Chandra, California

The Moment I Learned to Listen

I didn’t come into this work knowing what I was doing. I came in wanting to help and believing that would be enough.

What I didn’t yet understand was how much my own beliefs, reactions, and nervous system would shape what children experienced with me. Believing in babies starts with how we show up, especially in hard moments.

A Defining Moment

Early in my career, I worked with a six-year-old I’ll call Jeremiah. He had experienced more fear and instability than most adults ever will. I was trained in behavior charts, de-escalation, and control. What I wasn’t trained in was curiosity.

One day, in the middle of a chaotic moment, a bar of soap flew across the room and hit me. I picked it up and almost threw it back.

I didn’t. But I came close enough that it scared me.

I put the soap down, walked away, and came back when I could. Later, I apologized. Not to manage his behavior, but to repair the moment.

Something shifted after that day. Not because I scared him, but because I showed him anger without harm.

That pause taught me more than any training ever had.

Chandra

Behavior Is Not Random

What I know now is this: Jeremiah wasn’t unpredictable. He was exquisitely predictable once I understood what he had learned to expect.

Trauma is not just about what happened. It’s about what comes next. Babies and young children are always watching our faces, our bodies, our tone. “Fake calm” isn’t soothing. Authentic presence is.

Early childhood is not a waiting room for real life. Babies remember long before they can speak. What they experience settles into their expectations of the world and of relationships.

When babies are supported early, healing becomes possible.

Chandra

When Belief Becomes Action

Believing in babies means replacing judgment with curiosity. It means supporting caregivers and professionals so repair is possible. It means not sending people into the hardest moments without the tools, supervision, and support they need.

I stay in this work because I’ve seen what happens when a child’s story is met with care instead of fear. When someone says, “You’re not alone.” When belief becomes action.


* [Work request] Filter the records below for the word "will". Keep each line that has it.
** Opening Information shown block **
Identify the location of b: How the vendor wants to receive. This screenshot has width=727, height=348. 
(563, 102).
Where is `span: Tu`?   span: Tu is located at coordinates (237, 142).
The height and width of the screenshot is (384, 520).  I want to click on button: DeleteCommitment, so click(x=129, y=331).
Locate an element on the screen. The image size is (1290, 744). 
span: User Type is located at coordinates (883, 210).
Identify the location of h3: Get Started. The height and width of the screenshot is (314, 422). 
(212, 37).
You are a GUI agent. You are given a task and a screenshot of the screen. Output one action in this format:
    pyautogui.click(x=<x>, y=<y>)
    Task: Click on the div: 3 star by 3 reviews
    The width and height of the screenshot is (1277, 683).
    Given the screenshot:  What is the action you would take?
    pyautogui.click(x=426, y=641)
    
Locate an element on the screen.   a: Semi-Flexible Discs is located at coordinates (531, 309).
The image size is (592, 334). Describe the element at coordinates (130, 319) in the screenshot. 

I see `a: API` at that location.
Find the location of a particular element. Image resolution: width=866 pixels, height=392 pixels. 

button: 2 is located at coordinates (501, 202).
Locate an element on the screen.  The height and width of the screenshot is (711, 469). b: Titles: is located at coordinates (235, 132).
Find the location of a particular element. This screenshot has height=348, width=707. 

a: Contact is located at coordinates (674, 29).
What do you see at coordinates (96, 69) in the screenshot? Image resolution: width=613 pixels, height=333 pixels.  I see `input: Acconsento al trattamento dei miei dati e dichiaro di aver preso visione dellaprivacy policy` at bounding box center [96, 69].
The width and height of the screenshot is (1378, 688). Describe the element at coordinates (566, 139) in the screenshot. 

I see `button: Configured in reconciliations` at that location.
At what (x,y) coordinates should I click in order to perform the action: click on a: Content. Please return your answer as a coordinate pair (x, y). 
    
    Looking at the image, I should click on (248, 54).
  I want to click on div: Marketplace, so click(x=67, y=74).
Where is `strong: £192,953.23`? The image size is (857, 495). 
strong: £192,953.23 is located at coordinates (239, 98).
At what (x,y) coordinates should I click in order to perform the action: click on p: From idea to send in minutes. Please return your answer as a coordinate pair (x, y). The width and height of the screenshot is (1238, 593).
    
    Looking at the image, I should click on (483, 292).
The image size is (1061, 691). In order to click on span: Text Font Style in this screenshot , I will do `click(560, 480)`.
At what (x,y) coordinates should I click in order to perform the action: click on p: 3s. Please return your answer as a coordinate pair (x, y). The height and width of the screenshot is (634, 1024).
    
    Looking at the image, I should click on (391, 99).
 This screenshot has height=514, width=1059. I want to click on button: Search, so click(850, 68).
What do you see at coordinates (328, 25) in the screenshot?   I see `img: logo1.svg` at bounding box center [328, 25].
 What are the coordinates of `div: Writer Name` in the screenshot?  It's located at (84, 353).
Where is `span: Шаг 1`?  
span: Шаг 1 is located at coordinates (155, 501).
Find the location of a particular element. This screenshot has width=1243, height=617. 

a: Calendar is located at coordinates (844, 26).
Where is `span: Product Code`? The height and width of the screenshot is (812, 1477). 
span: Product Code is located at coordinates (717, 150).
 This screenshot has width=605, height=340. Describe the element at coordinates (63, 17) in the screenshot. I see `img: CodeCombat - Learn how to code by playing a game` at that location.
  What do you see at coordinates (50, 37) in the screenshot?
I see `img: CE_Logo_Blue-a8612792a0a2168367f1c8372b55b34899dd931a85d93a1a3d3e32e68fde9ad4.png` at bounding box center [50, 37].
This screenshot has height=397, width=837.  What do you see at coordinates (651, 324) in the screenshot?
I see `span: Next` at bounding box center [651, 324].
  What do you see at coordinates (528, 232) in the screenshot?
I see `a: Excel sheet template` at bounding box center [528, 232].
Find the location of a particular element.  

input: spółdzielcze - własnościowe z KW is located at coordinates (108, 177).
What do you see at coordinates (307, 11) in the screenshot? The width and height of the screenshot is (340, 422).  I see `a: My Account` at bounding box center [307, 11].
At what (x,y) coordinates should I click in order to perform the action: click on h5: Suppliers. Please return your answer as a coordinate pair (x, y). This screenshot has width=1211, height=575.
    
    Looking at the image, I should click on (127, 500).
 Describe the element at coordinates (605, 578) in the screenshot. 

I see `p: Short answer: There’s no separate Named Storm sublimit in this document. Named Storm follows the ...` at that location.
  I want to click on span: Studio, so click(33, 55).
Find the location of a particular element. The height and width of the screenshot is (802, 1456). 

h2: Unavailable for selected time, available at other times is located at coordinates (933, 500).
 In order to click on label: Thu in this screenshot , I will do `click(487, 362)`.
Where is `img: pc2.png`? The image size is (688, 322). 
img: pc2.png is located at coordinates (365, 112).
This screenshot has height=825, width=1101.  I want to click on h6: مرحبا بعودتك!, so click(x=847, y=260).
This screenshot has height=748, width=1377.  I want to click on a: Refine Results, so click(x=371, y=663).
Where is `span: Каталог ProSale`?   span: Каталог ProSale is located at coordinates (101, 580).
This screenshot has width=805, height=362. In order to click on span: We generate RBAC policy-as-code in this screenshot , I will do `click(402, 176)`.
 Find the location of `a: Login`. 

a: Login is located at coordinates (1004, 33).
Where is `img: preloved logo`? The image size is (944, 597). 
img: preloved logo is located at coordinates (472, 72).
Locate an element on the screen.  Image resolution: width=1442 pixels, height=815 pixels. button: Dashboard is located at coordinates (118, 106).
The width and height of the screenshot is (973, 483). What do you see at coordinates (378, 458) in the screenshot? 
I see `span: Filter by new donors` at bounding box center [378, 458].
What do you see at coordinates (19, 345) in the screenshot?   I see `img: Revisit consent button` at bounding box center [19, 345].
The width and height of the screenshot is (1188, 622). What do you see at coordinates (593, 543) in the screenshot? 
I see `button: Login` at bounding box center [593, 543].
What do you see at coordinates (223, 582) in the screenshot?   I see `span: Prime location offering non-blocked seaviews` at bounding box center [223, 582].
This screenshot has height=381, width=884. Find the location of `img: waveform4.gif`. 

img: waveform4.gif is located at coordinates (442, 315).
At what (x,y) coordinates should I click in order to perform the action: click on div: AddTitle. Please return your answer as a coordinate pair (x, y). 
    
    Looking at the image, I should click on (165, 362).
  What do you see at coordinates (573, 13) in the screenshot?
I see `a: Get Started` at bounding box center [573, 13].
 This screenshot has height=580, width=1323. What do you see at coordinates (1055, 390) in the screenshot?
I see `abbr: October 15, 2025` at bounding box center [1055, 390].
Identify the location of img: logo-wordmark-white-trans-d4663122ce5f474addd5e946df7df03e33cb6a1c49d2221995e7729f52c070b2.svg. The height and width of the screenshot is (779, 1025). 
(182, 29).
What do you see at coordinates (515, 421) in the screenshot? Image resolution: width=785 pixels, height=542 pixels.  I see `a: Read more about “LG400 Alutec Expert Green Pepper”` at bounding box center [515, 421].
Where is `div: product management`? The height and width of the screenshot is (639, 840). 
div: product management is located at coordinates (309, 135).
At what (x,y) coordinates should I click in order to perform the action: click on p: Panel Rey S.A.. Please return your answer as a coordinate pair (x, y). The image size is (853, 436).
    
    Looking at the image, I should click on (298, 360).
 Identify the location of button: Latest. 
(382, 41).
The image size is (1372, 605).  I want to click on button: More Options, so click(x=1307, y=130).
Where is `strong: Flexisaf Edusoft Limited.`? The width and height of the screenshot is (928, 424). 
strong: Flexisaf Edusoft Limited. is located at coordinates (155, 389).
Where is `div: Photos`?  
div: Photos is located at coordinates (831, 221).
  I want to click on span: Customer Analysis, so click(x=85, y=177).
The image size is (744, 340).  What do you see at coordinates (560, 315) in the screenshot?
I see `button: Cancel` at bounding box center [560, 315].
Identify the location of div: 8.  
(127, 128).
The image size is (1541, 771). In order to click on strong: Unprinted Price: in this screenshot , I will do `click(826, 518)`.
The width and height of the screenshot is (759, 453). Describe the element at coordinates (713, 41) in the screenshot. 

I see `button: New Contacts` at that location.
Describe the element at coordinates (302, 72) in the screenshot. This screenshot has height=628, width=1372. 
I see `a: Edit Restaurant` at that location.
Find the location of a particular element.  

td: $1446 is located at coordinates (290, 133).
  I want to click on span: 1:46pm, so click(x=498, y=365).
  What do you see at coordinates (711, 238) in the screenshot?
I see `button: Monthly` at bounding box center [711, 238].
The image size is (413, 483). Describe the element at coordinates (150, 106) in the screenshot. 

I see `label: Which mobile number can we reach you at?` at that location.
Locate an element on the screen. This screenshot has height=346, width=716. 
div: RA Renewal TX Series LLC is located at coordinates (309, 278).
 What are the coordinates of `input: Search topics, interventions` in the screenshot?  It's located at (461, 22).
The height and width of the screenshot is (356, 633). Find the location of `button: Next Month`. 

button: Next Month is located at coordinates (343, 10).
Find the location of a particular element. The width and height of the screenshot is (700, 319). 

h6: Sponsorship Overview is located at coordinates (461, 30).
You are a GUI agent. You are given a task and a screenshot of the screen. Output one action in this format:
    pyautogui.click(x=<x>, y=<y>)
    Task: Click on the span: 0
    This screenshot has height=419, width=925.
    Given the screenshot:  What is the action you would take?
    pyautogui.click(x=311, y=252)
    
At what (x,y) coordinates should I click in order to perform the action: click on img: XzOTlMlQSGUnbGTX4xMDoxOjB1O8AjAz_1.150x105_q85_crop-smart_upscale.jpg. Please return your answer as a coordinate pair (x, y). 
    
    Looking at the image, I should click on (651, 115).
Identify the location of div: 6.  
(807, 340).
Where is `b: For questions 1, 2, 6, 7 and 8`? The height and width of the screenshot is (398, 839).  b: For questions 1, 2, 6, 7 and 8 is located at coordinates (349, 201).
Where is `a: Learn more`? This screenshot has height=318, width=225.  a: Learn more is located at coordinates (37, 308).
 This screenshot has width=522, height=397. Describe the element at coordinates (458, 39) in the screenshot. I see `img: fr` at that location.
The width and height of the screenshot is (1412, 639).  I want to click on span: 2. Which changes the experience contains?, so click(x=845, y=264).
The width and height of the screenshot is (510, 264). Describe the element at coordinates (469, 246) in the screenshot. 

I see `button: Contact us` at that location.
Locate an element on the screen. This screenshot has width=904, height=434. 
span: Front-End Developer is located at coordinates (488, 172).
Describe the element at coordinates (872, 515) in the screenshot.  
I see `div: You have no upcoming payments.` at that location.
** Closing Information shown block **
* [Problem solution]
The image size is (1061, 691). In order to click on span: Text Font Style in this screenshot , I will do `click(560, 480)`.
 In order to click on label: Thu in this screenshot , I will do `click(487, 362)`.
This screenshot has width=805, height=362. In order to click on span: We generate RBAC policy-as-code in this screenshot , I will do `click(402, 176)`.
The image size is (1541, 771). In order to click on strong: Unprinted Price: in this screenshot , I will do `click(826, 518)`.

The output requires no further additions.